Lenovo’s Tab Wear Collection: A Clothing Proof-of-Concept for Taking Tablets Outdoors

The Amsterdam designer Maium’s giant pink jacket, the one you can buy, retails for €499 (around $530). It’s a longer design that covers your arms and legs to keep you dry if you’re walking or biking in the rain. It also inflates! This helps increase its insulating powers, but also gives it some extra padding so you can use the whole thing as a blanket if you’re at the park. Better yet, you can convert the jacket into a hammock (yes, really) and take a nap inside of it. Naturally, there’s a zippered pouch in the front and back to store a tablet.

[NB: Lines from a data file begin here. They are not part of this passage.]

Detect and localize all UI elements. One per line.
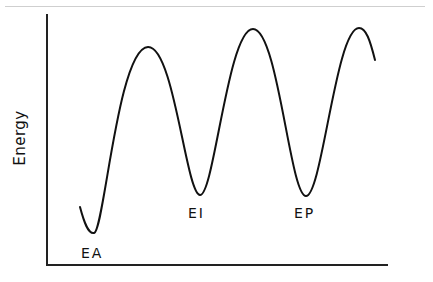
energy-curve-path bbox=[80, 28, 375, 233]
label-ea: EA bbox=[81, 245, 103, 261]
label-ep: EP bbox=[294, 205, 315, 221]
energy-curve bbox=[0, 0, 433, 282]
label-ei: EI bbox=[188, 205, 205, 221]
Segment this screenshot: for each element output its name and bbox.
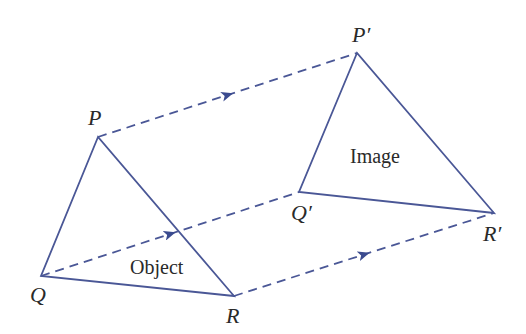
object-label: Object xyxy=(130,257,183,277)
vector-r-to-r-prime xyxy=(234,213,494,296)
vertex-label-q: Q xyxy=(30,284,46,306)
translation-vectors xyxy=(41,53,494,296)
image-triangle xyxy=(299,53,494,213)
vertex-label-p: P xyxy=(88,107,101,129)
translation-diagram: P Q R P′ Q′ R′ Object Image xyxy=(0,0,526,334)
vertex-label-r-prime: R′ xyxy=(483,223,501,245)
vertex-label-p-prime: P′ xyxy=(352,24,370,46)
diagram-canvas xyxy=(0,0,526,334)
vertex-label-q-prime: Q′ xyxy=(291,202,312,224)
vector-p-to-p-prime xyxy=(98,53,357,137)
vertex-label-r: R xyxy=(226,305,239,327)
image-label: Image xyxy=(350,146,400,166)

Finally, there’s the design from Kit Wan Studios from Hong Kong. This one’s a bit more out there thanks to the steampunk-esque pieces of metal poking out of the tactical vest. Loosen the vest and it doubles as a way to hold the tablet in place so you can use it hands-free. The rest of the outfit has a smart clip-on system to attach or detach several of its pieces in a modular fashion.

Lenovo’s Tab Wear Collection is hardly the first time the worlds of fashion and technology have blended. Google famously partnered with Levi’s to make denim jackets that could understand touch gestures to trigger certain activities on your smartphone, like advancing tracks in a playlist or finding the ETA of your Uber ride.

It’s not quite clothing, but Lenovo-owned Motorola also recently showed off a bendable smartphone display you can slap on your wrist like a bracelet. Up-and-coming Humane is also leaning heavily into fashion with its AI Pin, which debuted at Paris Fashion Week. I’ve always liked it when tech companies think beyond the routine of iterative upgrades and stir up some fresh product ideas instead. Lenovo’s concept is fun, though perhaps we should see the outdoors as a place to take a break from our screens rather than as a place where we can use them even more.

While I like Lenovo’s jackets, I’d rather see the company support the software on its tablets for a longer period by offering more Android upgrades and security fixes. Maybe then I’d spend $500 on a jacket to carry one everywhere.